Ever wondered about something running related and looked for an answer on the internet? It can be very confusing: questionable advice, mansplaining, conspiracy theories, products that could either change your life or permanently maim you by accident, flimsy anecdotal evidence, amateur medical diagnoses, and other bullshit. It can all be hard to wade through. I wanted some real answers to some of the stuff I’ve seen, so I reached out to a successful running coach: David Roche, who, along with his wife Megan Roche, coaches runners through Some Work, All Play, coauthored the book The Happy Runner, and hosts the Some Work, All Play podcast. David was a good sport and provided some great insight.
Myth #1: Training should be painful.
“The goal of running training is to make faster, more efficient movement take less energy with time. As an athlete’s running economy improves, most training should feel easy, and even workouts should only be harder in small doses, primarily involving super-compensation stimuli, like races and extra intense workouts every few weeks. An athlete that pushes to pain will aerobically regress, even with consistent training, as their base foundation erodes away. And that’s if they somehow manage to avoid the nasty outcomes of choosing to do something that is actively painful. Examples of such outcomes include stress fractures, overtraining syndrome, or waking up one morning and realizing that running sucks and should be reserved as punishment for our most violent criminals.”
Myth #2: If you want to run fast on race day, you have to run as fast as you can every day you train.
“Runners are not the bus from the movie Speed, set to detonate if they go below a certain pace. Sometimes that’s hard to remember, especially early in a running journey. As an athlete starts out, there are enough low-hanging aerobic fruit that consistently faster running may be rewarded. You’ll often see that in college teams, where easy days can turn into low-hanging-fruit-measurement contests. But later on, those same patterns that may be rewarded at first start to be punished. The aerobic system can even regress, as musculoskeletal output and biomechanical efficiency go down with it. That truth leads to what all athletes learn, if they are lucky enough not to blow up first. Long-term progression is about making easy running easy, fast running purposeful, and avoiding too much of the gray area where injuries and stagnation await.”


What to work on:
Go through the listing below and return each line that includes "edge".

Input for this task:
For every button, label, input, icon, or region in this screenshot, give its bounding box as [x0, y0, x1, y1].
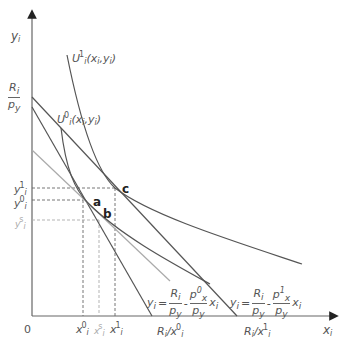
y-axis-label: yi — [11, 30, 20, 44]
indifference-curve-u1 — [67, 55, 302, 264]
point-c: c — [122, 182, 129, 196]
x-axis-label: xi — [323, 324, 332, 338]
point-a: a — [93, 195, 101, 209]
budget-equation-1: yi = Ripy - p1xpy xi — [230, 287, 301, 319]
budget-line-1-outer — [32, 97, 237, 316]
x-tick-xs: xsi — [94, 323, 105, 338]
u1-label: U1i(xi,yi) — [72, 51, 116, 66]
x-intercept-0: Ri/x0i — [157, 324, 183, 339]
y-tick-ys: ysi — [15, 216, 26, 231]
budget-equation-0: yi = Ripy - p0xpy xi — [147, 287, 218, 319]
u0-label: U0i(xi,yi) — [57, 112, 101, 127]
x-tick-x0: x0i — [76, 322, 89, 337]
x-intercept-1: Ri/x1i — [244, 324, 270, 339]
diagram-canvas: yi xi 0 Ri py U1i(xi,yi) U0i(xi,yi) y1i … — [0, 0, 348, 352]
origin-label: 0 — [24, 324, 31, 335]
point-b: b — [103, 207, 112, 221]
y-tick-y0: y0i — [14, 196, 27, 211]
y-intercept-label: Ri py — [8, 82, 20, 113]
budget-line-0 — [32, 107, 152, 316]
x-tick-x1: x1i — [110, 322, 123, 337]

==

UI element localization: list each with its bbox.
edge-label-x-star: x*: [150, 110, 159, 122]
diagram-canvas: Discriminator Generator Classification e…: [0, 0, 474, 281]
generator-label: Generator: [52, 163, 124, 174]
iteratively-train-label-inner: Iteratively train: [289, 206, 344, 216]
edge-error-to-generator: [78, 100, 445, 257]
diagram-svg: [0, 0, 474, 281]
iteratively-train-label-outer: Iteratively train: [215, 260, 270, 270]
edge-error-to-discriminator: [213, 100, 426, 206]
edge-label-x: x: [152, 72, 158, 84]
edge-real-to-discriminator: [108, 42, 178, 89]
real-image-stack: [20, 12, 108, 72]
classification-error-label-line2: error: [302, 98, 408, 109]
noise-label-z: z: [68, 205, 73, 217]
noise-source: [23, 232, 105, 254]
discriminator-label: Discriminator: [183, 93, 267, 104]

---

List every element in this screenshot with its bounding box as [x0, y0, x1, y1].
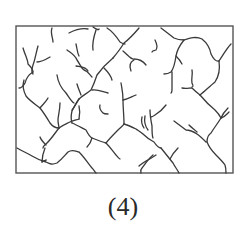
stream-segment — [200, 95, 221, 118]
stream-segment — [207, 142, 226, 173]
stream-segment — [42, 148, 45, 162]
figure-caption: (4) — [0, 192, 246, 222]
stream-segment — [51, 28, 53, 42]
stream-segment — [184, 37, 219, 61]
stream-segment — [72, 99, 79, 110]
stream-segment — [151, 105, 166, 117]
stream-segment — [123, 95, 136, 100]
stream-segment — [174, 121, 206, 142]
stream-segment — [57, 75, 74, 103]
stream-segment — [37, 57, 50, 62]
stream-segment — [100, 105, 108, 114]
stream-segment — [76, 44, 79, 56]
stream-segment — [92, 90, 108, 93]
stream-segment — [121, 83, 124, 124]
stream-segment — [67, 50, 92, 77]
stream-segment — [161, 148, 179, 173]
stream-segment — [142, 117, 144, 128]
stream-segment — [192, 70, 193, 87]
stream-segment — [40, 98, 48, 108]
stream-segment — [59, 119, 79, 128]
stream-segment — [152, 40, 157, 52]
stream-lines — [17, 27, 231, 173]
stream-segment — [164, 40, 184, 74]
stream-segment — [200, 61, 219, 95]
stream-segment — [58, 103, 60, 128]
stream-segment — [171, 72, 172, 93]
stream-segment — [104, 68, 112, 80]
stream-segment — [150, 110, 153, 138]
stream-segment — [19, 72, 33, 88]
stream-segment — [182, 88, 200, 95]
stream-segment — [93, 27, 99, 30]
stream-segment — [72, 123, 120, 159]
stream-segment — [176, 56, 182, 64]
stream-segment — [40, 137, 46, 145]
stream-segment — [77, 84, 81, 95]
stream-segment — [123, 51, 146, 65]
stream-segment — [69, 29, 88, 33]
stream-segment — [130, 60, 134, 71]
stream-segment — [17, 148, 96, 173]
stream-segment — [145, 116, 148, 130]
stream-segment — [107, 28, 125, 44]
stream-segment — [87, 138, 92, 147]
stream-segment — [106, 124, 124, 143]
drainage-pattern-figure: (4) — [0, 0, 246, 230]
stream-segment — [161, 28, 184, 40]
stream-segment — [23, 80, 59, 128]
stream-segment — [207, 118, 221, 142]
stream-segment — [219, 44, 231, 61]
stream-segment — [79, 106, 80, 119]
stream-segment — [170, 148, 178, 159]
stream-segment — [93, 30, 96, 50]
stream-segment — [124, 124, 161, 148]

Answer section:
edge-label-x-star: x*: [150, 110, 159, 122]
edge-error-to-generator: [78, 100, 445, 257]
edge-error-to-discriminator: [213, 100, 426, 206]
edge-label-x: x: [152, 72, 158, 84]
edge-real-to-discriminator: [108, 42, 178, 89]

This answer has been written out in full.